OPINION | BRENDA LOOPER: Didn't have to be

Brenda Looper
Brenda Looper

It's been a long while since I've watched the Olympics.

I was always more of a fan of the Winter Games, mainly because I love watching ice skating and skiing. But the Summer Olympics ... well, it's summer. It's my least favorite season, as I was not made for heat; plus, fair skin and the tendency to burn means blisters and peeling skin might not be far behind. Been there, don't want to do it again.

So with the Tokyo Olympics going on now (ill-advisedly) in the middle of yet another surge, this time with the more infectious Delta variant, I'm only checking out the occasional news alert. With no spectators and no friends or family allowed to accompany the athletes, it just doesn't feel like the Olympics. Polls in Japan before the Games started showed a vast majority in favor of postponing, as was done in 2020, or canceling them altogether.

The sad thing is that so many of the things that have been going on lately didn't have to be this way.

If we had, early in the pandemic, focused not on blame but on fighting the pathogen.

If we understood that, with a new virus, scientists learn information as they go along, and that some early recommendations in this pandemic, like those on masks, were based on preserving as many of the N95 masks as possible for front-line medical workers because of an estimated shortage, and that as new information and ramped-up PPE manufacture changed the overall picture, medical advice changed with it.

If we actually listened to the people who've spent their lives researching and fighting infectious diseases and viruses rather than politicized pablum meant to soothe someone's ego.

If we had just followed the public-health guidelines meant to protect everyone (wearing a mask, social distancing, washing your hands, etc.) instead of insisting on our "freedom" ... to not wear a mask, to not be vaccinated, to infect others during a pandemic, forgetting (or not caring) that others have the right not to be infected and are taking the precautions that best enable that, but can only do so much against so many virus carriers.

We could have done those things, and some of us did, but not enough.

The pro-choice mantra of "my body, my choice" has somehow become the battle cry of those who think that a strip of cloth is an infringement of their rights, as is a vaccine developed beginning in January 2020 under the Trump administration.
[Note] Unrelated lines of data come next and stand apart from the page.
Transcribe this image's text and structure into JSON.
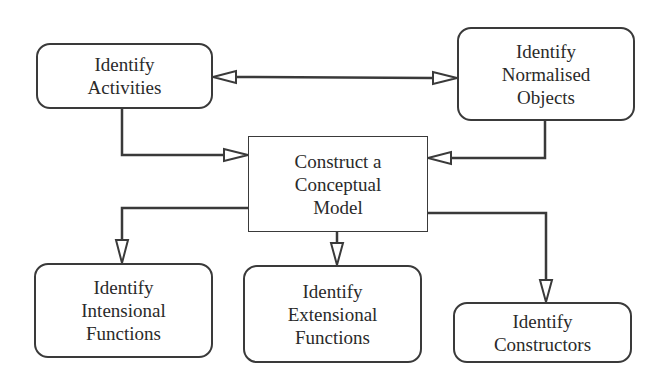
{
  "diagram": {
    "nodes": {
      "activities": {
        "label": "Identify\nActivities"
      },
      "objects": {
        "label": "Identify\nNormalised\nObjects"
      },
      "model": {
        "label": "Construct a\nConceptual\nModel"
      },
      "intensional": {
        "label": "Identify\nIntensional\nFunctions"
      },
      "extensional": {
        "label": "Identify\nExtensional\nFunctions"
      },
      "constructors": {
        "label": "Identify\nConstructors"
      }
    },
    "edges": [
      {
        "from": "activities",
        "to": "objects",
        "type": "bidirectional"
      },
      {
        "from": "activities",
        "to": "model",
        "type": "directed"
      },
      {
        "from": "objects",
        "to": "model",
        "type": "directed"
      },
      {
        "from": "model",
        "to": "intensional",
        "type": "directed"
      },
      {
        "from": "model",
        "to": "extensional",
        "type": "directed"
      },
      {
        "from": "model",
        "to": "constructors",
        "type": "directed"
      }
    ],
    "colors": {
      "stroke": "#3a3a3a",
      "background": "#ffffff",
      "text": "#2a2a2a"
    }
  }
}
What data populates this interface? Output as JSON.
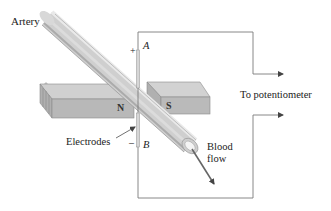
{
  "figure": {
    "labels": {
      "artery": "Artery",
      "electrodes": "Electrodes",
      "potentiometer": "To potentiometer",
      "blood_flow_line1": "Blood",
      "blood_flow_line2": "flow",
      "point_a": "A",
      "point_b": "B",
      "plus_sign": "+",
      "minus_sign": "–",
      "north_pole": "N",
      "south_pole": "S"
    },
    "colors": {
      "wire": "#7a7a7a",
      "arrow": "#555555",
      "magnet_top": "#cfcfcf",
      "magnet_front": "#b4b4b4",
      "artery_light": "#e6e6e6",
      "artery_dark": "#a9a9a9",
      "background": "#ffffff"
    }
  }
}
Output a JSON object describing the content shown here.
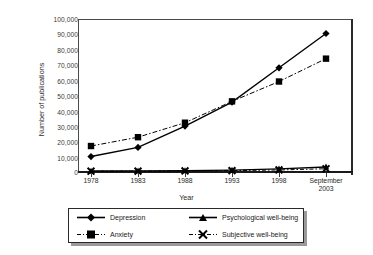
{
  "chart_data": {
    "type": "line",
    "title": "",
    "xlabel": "Year",
    "ylabel": "Number of publications",
    "categories": [
      "1978",
      "1983",
      "1988",
      "1993",
      "1998",
      "September\n2003"
    ],
    "ylim": [
      0,
      100000
    ],
    "ytick_labels": [
      "100,000",
      "90,000",
      "80,000",
      "70,000",
      "60,000",
      "50,000",
      "40,000",
      "30,000",
      "20,000",
      "10,000",
      "0"
    ],
    "ytick_values": [
      100000,
      90000,
      80000,
      70000,
      60000,
      50000,
      40000,
      30000,
      20000,
      10000,
      0
    ],
    "grid": false,
    "legend_position": "below-axis",
    "series": [
      {
        "name": "Depression",
        "marker": "diamond",
        "line_style": "solid",
        "color": "#000000",
        "values": [
          9800,
          15800,
          29800,
          45500,
          68000,
          90500
        ]
      },
      {
        "name": "Anxiety",
        "marker": "square",
        "line_style": "dashed",
        "color": "#000000",
        "values": [
          16700,
          22500,
          32000,
          46000,
          59000,
          74000
        ]
      },
      {
        "name": "Psychological well-being",
        "marker": "triangle",
        "line_style": "solid",
        "color": "#000000",
        "values": [
          300,
          400,
          600,
          900,
          1700,
          3000
        ]
      },
      {
        "name": "Subjective well-being",
        "marker": "x",
        "line_style": "dashed",
        "color": "#000000",
        "values": [
          200,
          250,
          350,
          600,
          1000,
          1800
        ]
      }
    ]
  },
  "axes": {
    "y_title": "Number of publications",
    "x_title": "Year"
  },
  "legend": {
    "entries": [
      {
        "label": "Depression"
      },
      {
        "label": "Psychological well-being"
      },
      {
        "label": "Anxiety"
      },
      {
        "label": "Subjective well-being"
      }
    ]
  }
}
The fact that so many of those who refuse to be vaccinated insist that the former president get full credit for the vaccine boggles the mind. Never mind that it was scientists who created the vaccines; in the case of Pfizer and Moderna, using an mRNA delivery method worked on for more than 30 years enabled the vaccines to be developed and tested even more quickly, aided by a streamlined Federal Drug Administration process.

And yes, they were tested on animals. As Associated Press writer Beatrice Dupuy reported Nov. 25, 2020: "Due to the urgent need for a vaccine in a surging pandemic, Pfizer and Moderna were given approval to simultaneously test their vaccines on animals while they were conducting Phase 1 trials on humans. The vaccines were tested on mice and macaques.
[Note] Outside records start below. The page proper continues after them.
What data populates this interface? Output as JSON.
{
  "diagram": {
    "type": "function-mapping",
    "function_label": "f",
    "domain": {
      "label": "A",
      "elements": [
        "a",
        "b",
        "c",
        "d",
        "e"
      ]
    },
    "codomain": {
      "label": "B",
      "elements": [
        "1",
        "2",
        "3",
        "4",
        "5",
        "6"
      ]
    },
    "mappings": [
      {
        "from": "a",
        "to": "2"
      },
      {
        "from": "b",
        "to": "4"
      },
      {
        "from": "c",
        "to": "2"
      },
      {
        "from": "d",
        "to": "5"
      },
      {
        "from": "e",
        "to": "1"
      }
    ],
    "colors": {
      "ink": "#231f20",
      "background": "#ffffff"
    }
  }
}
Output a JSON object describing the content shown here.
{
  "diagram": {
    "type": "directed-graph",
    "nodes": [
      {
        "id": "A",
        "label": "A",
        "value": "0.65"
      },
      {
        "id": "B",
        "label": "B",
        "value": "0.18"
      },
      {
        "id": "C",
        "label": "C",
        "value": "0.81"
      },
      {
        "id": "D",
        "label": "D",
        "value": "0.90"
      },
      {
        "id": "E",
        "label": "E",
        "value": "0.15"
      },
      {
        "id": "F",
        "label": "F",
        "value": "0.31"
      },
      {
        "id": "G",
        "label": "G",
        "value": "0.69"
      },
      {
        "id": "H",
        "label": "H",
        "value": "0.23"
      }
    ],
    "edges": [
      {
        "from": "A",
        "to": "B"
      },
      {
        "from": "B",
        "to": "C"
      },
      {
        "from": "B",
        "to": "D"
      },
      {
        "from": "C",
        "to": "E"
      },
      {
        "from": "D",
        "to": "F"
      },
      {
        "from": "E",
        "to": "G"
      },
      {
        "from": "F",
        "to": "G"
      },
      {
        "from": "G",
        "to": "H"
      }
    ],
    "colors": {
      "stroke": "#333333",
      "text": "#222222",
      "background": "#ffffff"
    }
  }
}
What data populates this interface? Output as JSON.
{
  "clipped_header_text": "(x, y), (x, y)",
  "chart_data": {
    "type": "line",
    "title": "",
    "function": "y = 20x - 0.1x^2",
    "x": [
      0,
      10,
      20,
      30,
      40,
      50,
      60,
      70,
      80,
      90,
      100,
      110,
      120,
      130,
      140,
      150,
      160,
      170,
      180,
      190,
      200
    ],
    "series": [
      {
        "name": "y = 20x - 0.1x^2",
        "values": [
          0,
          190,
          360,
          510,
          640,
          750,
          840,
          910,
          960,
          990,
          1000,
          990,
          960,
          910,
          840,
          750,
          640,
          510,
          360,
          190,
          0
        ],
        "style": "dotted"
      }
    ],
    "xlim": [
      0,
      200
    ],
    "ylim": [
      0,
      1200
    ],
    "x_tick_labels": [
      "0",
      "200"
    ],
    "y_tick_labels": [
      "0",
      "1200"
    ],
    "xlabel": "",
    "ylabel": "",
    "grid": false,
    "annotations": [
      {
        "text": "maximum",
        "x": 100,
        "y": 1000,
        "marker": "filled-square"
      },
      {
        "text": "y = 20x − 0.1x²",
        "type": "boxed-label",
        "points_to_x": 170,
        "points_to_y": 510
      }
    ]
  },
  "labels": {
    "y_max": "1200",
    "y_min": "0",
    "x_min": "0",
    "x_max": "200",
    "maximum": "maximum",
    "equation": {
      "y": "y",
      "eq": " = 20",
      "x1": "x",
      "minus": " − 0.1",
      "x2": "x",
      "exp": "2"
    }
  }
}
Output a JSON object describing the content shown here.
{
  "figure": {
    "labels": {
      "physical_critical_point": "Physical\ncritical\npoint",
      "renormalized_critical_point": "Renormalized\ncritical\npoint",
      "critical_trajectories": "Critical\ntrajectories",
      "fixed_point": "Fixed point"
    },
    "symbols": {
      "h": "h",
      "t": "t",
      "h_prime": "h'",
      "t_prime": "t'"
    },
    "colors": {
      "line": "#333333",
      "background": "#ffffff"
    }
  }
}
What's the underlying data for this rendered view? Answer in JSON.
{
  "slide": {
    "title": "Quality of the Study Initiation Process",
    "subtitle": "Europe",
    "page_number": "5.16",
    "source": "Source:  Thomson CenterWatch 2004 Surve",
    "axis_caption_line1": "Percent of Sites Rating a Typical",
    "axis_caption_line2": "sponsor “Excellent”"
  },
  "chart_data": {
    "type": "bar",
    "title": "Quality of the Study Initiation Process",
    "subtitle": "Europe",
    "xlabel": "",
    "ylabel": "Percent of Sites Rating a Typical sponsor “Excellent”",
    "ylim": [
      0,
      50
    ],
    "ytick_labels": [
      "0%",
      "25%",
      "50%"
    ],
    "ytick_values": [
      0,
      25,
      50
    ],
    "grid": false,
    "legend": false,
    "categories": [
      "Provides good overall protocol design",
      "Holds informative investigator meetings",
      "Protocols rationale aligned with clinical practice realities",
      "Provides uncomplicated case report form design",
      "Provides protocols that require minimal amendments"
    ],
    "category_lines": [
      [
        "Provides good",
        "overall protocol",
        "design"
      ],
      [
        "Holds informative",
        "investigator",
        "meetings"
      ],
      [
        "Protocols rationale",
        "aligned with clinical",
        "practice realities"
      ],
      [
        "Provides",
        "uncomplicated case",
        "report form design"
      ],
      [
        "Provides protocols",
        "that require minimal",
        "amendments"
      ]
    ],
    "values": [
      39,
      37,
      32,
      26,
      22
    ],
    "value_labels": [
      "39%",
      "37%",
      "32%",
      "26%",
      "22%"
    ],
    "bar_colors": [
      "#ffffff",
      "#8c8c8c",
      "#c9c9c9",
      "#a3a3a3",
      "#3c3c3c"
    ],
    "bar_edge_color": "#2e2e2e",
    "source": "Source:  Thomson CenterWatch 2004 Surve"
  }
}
"'They overlapped pre-clinical studies with the early phases of the trials,' said Dr. William Moss, executive director for the International Vaccine Access Center at Johns Hopkins University. 'In fact, one of the reasons we are even talking about vaccines now just 10 months later is that some of the phases in which vaccine development normally occurs were overlapped rather than done sequentially.'"

But the vaccines are still only under emergency approval, right? Why take them? Because we're in an emergency. To gain that emergency approval, Rachel Fritts of Science wrote last week, "vaccine manufacturers had to follow a special set of guidelines that asked for safety and efficacy data from clinical trials involving tens of thousands of participants, as well as information on vaccines' quality and consistency."
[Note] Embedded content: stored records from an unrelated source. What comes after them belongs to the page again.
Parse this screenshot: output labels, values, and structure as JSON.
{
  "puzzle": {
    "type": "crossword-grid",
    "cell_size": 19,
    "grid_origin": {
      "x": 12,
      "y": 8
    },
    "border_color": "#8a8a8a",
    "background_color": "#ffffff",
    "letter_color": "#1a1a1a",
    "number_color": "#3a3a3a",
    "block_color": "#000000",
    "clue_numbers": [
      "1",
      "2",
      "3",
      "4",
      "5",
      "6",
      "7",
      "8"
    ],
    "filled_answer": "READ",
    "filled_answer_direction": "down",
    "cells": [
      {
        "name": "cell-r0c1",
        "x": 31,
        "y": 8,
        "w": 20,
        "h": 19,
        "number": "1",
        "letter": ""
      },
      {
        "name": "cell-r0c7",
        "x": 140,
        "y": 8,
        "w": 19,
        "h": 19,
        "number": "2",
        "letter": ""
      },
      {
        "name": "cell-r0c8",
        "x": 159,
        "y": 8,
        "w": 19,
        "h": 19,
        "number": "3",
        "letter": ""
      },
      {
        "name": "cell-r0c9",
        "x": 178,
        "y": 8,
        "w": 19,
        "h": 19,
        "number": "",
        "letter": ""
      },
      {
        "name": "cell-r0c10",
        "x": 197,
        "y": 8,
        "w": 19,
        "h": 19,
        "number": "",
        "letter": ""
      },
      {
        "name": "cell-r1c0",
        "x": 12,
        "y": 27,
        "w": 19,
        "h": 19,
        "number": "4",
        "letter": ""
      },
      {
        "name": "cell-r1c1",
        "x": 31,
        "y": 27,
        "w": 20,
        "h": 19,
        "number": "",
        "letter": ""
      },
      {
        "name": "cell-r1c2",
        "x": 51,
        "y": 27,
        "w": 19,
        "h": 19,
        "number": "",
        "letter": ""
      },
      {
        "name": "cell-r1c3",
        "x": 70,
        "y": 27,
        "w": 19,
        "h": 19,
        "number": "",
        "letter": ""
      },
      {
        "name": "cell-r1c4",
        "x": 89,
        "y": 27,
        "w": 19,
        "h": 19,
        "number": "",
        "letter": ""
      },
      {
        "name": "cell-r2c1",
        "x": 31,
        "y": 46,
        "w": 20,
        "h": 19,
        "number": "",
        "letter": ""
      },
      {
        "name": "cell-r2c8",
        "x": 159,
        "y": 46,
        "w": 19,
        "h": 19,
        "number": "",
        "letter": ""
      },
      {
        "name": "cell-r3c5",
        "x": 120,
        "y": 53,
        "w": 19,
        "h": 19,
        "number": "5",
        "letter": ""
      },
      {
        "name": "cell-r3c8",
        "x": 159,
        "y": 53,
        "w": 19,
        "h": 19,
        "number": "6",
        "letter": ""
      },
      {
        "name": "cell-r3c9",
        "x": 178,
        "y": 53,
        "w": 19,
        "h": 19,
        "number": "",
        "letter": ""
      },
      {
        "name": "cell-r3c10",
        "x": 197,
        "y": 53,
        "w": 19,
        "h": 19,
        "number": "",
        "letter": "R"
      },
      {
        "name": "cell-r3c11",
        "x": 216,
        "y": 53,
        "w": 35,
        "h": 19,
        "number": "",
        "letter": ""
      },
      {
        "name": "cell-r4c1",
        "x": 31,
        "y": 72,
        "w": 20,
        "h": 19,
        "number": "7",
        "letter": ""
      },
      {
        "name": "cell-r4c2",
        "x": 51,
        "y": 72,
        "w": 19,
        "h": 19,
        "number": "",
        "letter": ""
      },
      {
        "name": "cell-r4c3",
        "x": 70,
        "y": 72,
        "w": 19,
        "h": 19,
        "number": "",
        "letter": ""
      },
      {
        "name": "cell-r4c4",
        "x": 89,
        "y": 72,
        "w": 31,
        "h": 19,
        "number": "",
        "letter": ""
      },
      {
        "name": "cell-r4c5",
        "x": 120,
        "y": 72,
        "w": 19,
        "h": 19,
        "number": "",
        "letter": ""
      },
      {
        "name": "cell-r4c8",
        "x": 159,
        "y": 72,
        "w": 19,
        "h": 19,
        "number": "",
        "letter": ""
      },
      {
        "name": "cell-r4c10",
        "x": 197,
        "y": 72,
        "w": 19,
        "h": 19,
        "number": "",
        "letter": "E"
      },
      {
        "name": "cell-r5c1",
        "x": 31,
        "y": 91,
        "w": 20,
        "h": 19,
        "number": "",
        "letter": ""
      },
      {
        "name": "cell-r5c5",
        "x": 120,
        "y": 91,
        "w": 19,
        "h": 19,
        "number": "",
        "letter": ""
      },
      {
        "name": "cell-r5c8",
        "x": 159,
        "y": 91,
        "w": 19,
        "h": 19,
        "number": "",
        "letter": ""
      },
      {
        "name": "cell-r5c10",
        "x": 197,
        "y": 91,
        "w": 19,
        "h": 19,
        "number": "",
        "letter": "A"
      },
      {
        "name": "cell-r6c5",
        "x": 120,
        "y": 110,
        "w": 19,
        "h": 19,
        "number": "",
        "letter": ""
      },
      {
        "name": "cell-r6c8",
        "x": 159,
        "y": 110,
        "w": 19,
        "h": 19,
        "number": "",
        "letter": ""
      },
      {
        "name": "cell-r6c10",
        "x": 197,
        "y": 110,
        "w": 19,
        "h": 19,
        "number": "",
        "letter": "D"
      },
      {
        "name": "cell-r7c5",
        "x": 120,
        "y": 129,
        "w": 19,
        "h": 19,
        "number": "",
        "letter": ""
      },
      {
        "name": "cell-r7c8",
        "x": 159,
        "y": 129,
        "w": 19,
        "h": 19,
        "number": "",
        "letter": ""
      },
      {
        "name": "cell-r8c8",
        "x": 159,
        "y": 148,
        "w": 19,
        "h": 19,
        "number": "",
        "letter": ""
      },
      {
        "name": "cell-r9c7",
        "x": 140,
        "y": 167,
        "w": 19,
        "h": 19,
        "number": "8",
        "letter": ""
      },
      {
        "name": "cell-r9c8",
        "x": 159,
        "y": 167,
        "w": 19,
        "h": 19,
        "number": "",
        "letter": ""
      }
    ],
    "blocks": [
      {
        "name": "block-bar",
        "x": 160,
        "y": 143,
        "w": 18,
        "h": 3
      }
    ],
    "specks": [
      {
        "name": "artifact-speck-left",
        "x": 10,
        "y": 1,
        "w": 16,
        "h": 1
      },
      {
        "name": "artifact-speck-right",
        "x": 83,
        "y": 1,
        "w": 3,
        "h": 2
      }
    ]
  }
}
Some 75,000 people participated in the clinical trials, which showed the vaccines to be safe and effective.

Pfizer and Moderna have applied for full approval (Johnson & Johnson is expected to follow), but that may take months, even under priority review, and the vaccines will be the same as those given now; the FDA will just be reviewing more trial and real-world data on effectiveness and safety. Meanwhile, the virus will continue to find unvaccinated bodies to infect, and the possibility of even more infectious and deadly variants will rise.

But sure, keep maintaining that it's better to remain unvaccinated and unmasked and further risk your health and that of others. That whole rights-come-with-responsibilities thing, that's just bunk.

Though not as much bunk as the idea that ferromagnetic metals are being injected with the vaccine, enough to make your arm magnetic (it would take an awful lot of metal for that to happen). The only reason a magnet stuck to my arm for a fraction of a second was sweat. That sort of thing happens in summer.

Did I mention I don't really like summer?